Tuesday, January 03, 2023

cherries, once again

 Did you know that January 3rd is National Chocolate Covered Cherry Day? As my granddaughter would say -- for real! I called Gail Ambrosias -- a renowned local chocolatier and a friend from the days when she and I used to bake at L'Etoile together. No one in her chocolate shop had ever heard of this, but they're bookmarking it for next year! In the meantime, they reminded me that they do make chocolate covered cherries for Valentine's Day, but that's just not the same. 

I called a few other chocolate shops -- nothing. Now, it so happens that we were gifted this winter a small sack of dried chocolate covered cherries (Harry and David sells them) so all is not lost. We will feast. But I'm getting to be suspicious about National Days, where the parties closest to the celebrated item themselves don't know about the special status of said item. For example, does anyone in the pasta making business even know that tomorrow is National Spaghetti Day?

So much to learn, so little time to do it!

Why bother with these odd invented celebrations? If you think about it, somewhere, sometime, for someone it really mattered. I can't locate the source of this tribute (I admit, I did not try hard), but I have to think that some people with a lot of cherries on their hands and a batch of chocolate melted and on the ready, were jubilant that their never ending work of pouring delicious chocolate over possibly spiked with alcohol cherries was being recognized with this designation. It's rather sad that we tend to take note only of things that matter to us. Sometimes it's good to step back and give a grateful nod to something so seemingly trivial as pouring chocolate over cherries.  


Here, at the farmette, January 3rd is turning out to be a very drippy day. It's the kind of weather that the chickens like more than us humans. Indeed, when I go out to feed them (a little late, because drippy weather makes you really drag yourself up and out in the morning), the six active girls are already foraging, happy to be able to claw at the unfrozen soil. (The seventh, Peach, who is granny-aged in chicken years, never ventures out beyond the barn anymore. Every morning I look to see if she has kicked the bucket, but no, she keeps on going in her very limited orbit.)




We feast on a breakfast of oatmeal (not tempted by croissants at our local bakery! no way! oatmeal all the way!).




I tell Ed that if we are to walk it should be in the morning, because the showers will only intensify by midday. But the guy doesn't push himself in the new year and I can tell that he is too immersed in some late stage of his machine design, so I leave him to his Zoom calls and head out alone. To the New Development, which is perhaps a tad boring, but if you skirt the edge of it, at least you get a good view of the farmette in all its glory looking in from the north. (This is the way we appear to all those multitudes living in the new houses that have cropped up. Between us and them -- a field of prairie flowers.)




It's the last of my quiet days. The kids are back in town tomorrow and there will be a host of events, appointments, trips and celebrations to attend to. Which, of course, is as it should be. Still, I did like the gentle start to the New Year. A slow ease rather than a raucous plunge. Shoring up the energy for what's ahead.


Task item: Exactly how many lines in this listing contain "fraction"? Only the number is needed.
++++ Dataset
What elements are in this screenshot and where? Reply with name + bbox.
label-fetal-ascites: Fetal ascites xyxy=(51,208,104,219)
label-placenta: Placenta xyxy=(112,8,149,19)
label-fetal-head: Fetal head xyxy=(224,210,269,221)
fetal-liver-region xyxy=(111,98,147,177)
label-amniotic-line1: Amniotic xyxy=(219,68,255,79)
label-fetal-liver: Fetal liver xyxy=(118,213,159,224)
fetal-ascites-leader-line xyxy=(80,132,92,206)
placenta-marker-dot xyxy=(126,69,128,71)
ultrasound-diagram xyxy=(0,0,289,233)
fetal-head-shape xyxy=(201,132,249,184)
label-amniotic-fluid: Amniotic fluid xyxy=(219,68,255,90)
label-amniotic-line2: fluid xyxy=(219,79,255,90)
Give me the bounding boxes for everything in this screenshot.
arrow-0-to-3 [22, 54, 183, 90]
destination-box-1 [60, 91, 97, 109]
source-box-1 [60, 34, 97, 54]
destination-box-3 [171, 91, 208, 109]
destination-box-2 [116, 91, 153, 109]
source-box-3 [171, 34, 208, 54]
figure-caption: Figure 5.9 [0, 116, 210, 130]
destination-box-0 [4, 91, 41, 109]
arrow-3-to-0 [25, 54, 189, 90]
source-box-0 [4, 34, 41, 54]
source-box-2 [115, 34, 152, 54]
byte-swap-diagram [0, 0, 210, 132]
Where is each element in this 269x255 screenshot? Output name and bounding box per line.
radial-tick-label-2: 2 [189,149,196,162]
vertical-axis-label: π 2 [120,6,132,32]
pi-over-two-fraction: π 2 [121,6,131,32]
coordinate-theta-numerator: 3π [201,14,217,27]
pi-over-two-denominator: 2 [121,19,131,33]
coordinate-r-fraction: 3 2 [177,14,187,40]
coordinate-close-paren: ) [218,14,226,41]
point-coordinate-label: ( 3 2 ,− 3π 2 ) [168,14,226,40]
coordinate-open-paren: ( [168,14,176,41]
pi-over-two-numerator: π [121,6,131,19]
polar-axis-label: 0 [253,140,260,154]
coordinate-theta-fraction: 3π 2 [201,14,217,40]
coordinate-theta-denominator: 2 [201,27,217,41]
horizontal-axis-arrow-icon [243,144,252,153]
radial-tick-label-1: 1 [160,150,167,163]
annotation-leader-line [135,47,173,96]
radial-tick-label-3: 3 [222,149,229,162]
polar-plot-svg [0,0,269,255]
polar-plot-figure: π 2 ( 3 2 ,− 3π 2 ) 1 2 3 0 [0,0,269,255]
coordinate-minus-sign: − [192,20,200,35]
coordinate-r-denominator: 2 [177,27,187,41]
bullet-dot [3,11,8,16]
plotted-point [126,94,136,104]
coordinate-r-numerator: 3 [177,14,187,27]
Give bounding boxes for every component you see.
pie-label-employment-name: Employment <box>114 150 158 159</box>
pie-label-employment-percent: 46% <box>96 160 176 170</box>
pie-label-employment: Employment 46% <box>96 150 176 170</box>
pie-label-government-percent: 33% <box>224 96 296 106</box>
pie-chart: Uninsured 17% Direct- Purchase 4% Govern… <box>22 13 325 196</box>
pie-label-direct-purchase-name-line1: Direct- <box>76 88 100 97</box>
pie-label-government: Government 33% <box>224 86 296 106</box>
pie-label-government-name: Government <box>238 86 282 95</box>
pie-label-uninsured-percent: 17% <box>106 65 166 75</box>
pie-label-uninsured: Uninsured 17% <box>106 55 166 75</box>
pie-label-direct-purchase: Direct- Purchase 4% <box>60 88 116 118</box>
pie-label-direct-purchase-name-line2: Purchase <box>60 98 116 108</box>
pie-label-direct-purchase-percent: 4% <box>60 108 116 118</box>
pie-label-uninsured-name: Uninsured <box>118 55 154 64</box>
++++++++
Response area: 3